No Soup For You!

By Jim Hagarty
2006

I don’t really want to gross anyone out here, but a story in this week’s news reminded me of something that happened to me a few months ago.

First, the story. A woman and her adult son in Newport News, Virginia, were convicted this week of trying to extort money from a restaurant chain by claiming they found a dead mouse in a bowl of soup while celebrating Mother’s Day in 2004. Their conviction was apparently not a slam dunk but their chances of getting the $500,000 they wanted from the restaurant were hampered by the size of their demand. Had they been a little less greedy and gone for a reasonable sum – $10,000 maybe, give or take a few hundred – the company might have rolled over, but with that kind of money on the line, they decided to fight back.

Now, Carla Patterson, 38, and her 22-year-old son Ricky probably thought they were pretty clever when they plunked a dead mouse into her bowl of soup. But they hadn’t counted on the wonders of science and the potential for them to be done in by the findings of a little procedure called a necropsy, kind of like an autopsy for mice. And who would think that anyone could possibly prove that that mouse didn’t arrive at Carla’s table in the bottom of her soup bowl, but instead made its way from her purse to the dish? I would have thought it impossible to prove. But the restaurant’s defence team did exactly that.

The necropsy showed the mouse died of a fractured skull (meaning Carla or Ricky must have beaned it with a bat or hammer). It had no soup in its lungs and had not been cooked. The jury agreed, after four hours, that these were signs that the rodent was dropped into the soup after its death.

The Pattersons fell, as it were, into their own mousetrap and for their trouble could each spend the next 10 years behind bars. But mercy has been recommended so it’s doubtful they’ll spend more than a year in the sinbin.

It was a nice try, I guess, but also a good lesson for all future rodent extortionists. Make sure you don’t conk the mouse on the head but find some way to send him off that won’t leave any trace of violence that could be picked up later. A good idea might be to cook up the little guy in a pot of soup at home before taking him out to dinner with you. Just make sure you order the same kind of soup at the restaurant as the type you boiled up at home.

What is the world coming to, you have to wonder, when it’s getting so darned complicated just to pull off a simple scam?

But now to my story. Not too exciting, I’ll admit, but at least my misadventure with food was not planned by me as a scheme to bilk anybody. If you’re squeamish, don’t read this next sentence. One day, I was drinking a can of pop, when I felt something catch between my lips. I set the pop down, investigated and pulled out a fingernail clipping. Yippee! What a wonderful world, I thought.

My one consolation was that, as I understand it, cola is kind of a powerful cleanser in its own right so at least the stray human body part I almost ingested was probably germ free.

I forget which pop company it was which has an employee who clips his or her nails on the assembly line, but it didn’t occur to me to sue. With my luck, some brainiac somewhere would do a DNA analysis and find the fingernail was my own which it most definitely was not.

I guess Carla and Ricky’s one consolation is that all the soup they eat during the coming year will be for free.

Author: Jim Hagarty

I am a 72-year-old retired journalist, busy recovering from a lifelong career as an unretired journalist. This year marks a half century of my scratching out little fables about life. My interests include genealogy, humour and music. I live in a little blue shack in Canada and spend most of my time trying to stay out of trouble. I am not that good at it. I also spent years teaching journalism. Poor state of journalism today: My fault. I have a family I don't deserve, a dog that adores me, and two cars the junk yard refuses to accept. My prized possessions include my old guitar and a razor my Dad gave me when I was 14 and which I still use when I bother to shave. Oh, and my great-great-grandfather's blackthorn stick he brought from Ireland in the 1850s. I have only one opinion but it is a good one: People take too many showers.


§ Task prompt
Below is a block of records: output all of them exactly and leave out the pictures.

*** Provided data ***

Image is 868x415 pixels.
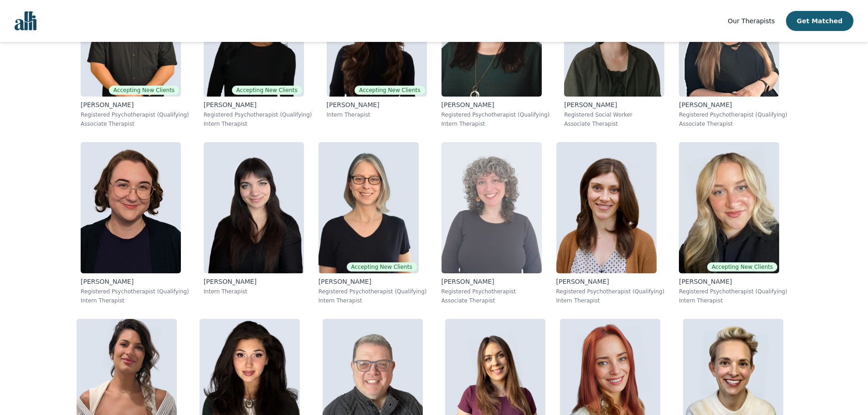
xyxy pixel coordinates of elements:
p: Registered Psychotherapist (Qualifying) [679,111,787,119]
p: Associate Therapist [564,120,665,127]
img: Vanessa_Morcone [679,142,780,273]
img: Meghan_Dudley [318,142,419,273]
p: Associate Therapist [679,120,787,127]
p: Intern Therapist [81,297,189,305]
p: Registered Social Worker [564,111,665,119]
p: Associate Therapist [81,120,189,127]
p: Intern Therapist [318,297,427,305]
p: Intern Therapist [442,120,551,127]
span: Accepting New Clients [347,263,417,271]
p: Intern Therapist [203,120,313,127]
p: Registered Psychotherapist (Qualifying) [318,288,427,295]
p: Registered Psychotherapist (Qualifying) [203,111,313,119]
p: [PERSON_NAME] [442,101,551,109]
button: Get Matched [786,11,854,31]
p: [PERSON_NAME] [327,101,427,109]
p: [PERSON_NAME] [679,277,787,287]
p: Intern Therapist [679,297,787,305]
p: Intern Therapist [203,288,304,295]
img: Jordan_Nardone [442,142,542,273]
span: Accepting New Clients [232,85,302,95]
img: Rose_Willow [81,142,181,273]
p: [PERSON_NAME] [81,101,189,109]
p: [PERSON_NAME] [203,101,313,109]
p: [PERSON_NAME] [679,101,787,109]
p: Registered Psychotherapist (Qualifying) [81,111,189,119]
p: [PERSON_NAME] [203,277,304,287]
p: Registered Psychotherapist (Qualifying) [556,288,665,295]
a: Jordan_Nardone[PERSON_NAME]Registered PsychotherapistAssociate Therapist [434,135,550,311]
a: Rose_Willow[PERSON_NAME]Registered Psychotherapist (Qualifying)Intern Therapist [74,135,197,311]
img: Taylor_Watson [556,142,657,273]
p: [PERSON_NAME] [442,277,542,287]
a: Taylor_Watson[PERSON_NAME]Registered Psychotherapist (Qualifying)Intern Therapist [550,135,672,311]
a: Our Therapists [728,15,775,27]
img: Christina_Johnson [203,142,304,273]
span: Accepting New Clients [109,85,179,95]
p: Registered Psychotherapist [442,288,542,295]
p: Registered Psychotherapist (Qualifying) [679,288,787,295]
a: Christina_Johnson[PERSON_NAME]Intern Therapist [197,135,312,311]
p: Registered Psychotherapist (Qualifying) [442,111,551,119]
p: [PERSON_NAME] [318,277,427,287]
p: [PERSON_NAME] [81,277,189,287]
p: [PERSON_NAME] [556,277,665,287]
p: Registered Psychotherapist (Qualifying) [81,288,189,295]
p: Associate Therapist [442,297,542,305]
p: Intern Therapist [556,297,665,305]
span: Accepting New Clients [708,263,778,271]
span: Our Therapists [728,17,775,25]
span: Accepting New Clients [355,85,425,95]
p: Intern Therapist [327,111,427,119]
img: alli logo [14,12,36,31]
a: Meghan_DudleyAccepting New Clients[PERSON_NAME]Registered Psychotherapist (Qualifying)Intern Ther... [312,135,434,311]
p: [PERSON_NAME] [564,101,665,109]
a: Vanessa_MorconeAccepting New Clients[PERSON_NAME]Registered Psychotherapist (Qualifying)Intern Th... [672,135,795,311]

*** End of Provided data ***

§ Output of the exercise
Image is 868x415 pixels.
xyxy pixel coordinates of elements:
p: Registered Psychotherapist (Qualifying) [679,111,787,119]
p: Associate Therapist [564,120,665,127]
img: Vanessa_Morcone [679,142,780,273]
img: Meghan_Dudley [318,142,419,273]
p: Associate Therapist [679,120,787,127]
p: Intern Therapist [81,297,189,305]
p: Registered Social Worker [564,111,665,119]
p: Associate Therapist [81,120,189,127]
p: Intern Therapist [318,297,427,305]
p: Intern Therapist [442,120,551,127]
span: Accepting New Clients [347,263,417,271]
p: Intern Therapist [203,120,313,127]
p: Registered Psychotherapist (Qualifying) [318,288,427,295]
p: Registered Psychotherapist (Qualifying) [203,111,313,119]
p: [PERSON_NAME] [442,101,551,109]
button: Get Matched [786,11,854,31]
p: [PERSON_NAME] [327,101,427,109]
p: [PERSON_NAME] [679,277,787,287]
p: Intern Therapist [679,297,787,305]
p: Intern Therapist [203,288,304,295]
img: Jordan_Nardone [442,142,542,273]
span: Accepting New Clients [232,85,302,95]
img: Rose_Willow [81,142,181,273]
p: [PERSON_NAME] [81,101,189,109]
p: [PERSON_NAME] [203,101,313,109]
p: [PERSON_NAME] [679,101,787,109]
p: Registered Psychotherapist (Qualifying) [81,111,189,119]
p: [PERSON_NAME] [203,277,304,287]
p: Registered Psychotherapist (Qualifying) [556,288,665,295]
a: Jordan_Nardone[PERSON_NAME]Registered PsychotherapistAssociate Therapist [434,135,550,311]
a: Rose_Willow[PERSON_NAME]Registered Psychotherapist (Qualifying)Intern Therapist [74,135,197,311]
img: Taylor_Watson [556,142,657,273]
p: [PERSON_NAME] [442,277,542,287]
a: Taylor_Watson[PERSON_NAME]Registered Psychotherapist (Qualifying)Intern Therapist [550,135,672,311]
a: Our Therapists [728,15,775,27]
img: Christina_Johnson [203,142,304,273]
span: Accepting New Clients [109,85,179,95]
p: Registered Psychotherapist [442,288,542,295]
p: Registered Psychotherapist (Qualifying) [679,288,787,295]
a: Christina_Johnson[PERSON_NAME]Intern Therapist [197,135,312,311]
p: Registered Psychotherapist (Qualifying) [442,111,551,119]
p: [PERSON_NAME] [318,277,427,287]
p: [PERSON_NAME] [81,277,189,287]
p: [PERSON_NAME] [556,277,665,287]
p: Registered Psychotherapist (Qualifying) [81,288,189,295]
p: Associate Therapist [442,297,542,305]
p: Intern Therapist [556,297,665,305]
span: Accepting New Clients [708,263,778,271]
span: Our Therapists [728,17,775,25]
span: Accepting New Clients [355,85,425,95]
p: Intern Therapist [327,111,427,119]
img: alli logo [14,12,36,31]
a: Meghan_DudleyAccepting New Clients[PERSON_NAME]Registered Psychotherapist (Qualifying)Intern Ther... [312,135,434,311]
p: [PERSON_NAME] [564,101,665,109]
a: Vanessa_MorconeAccepting New Clients[PERSON_NAME]Registered Psychotherapist (Qualifying)Intern Th... [672,135,795,311]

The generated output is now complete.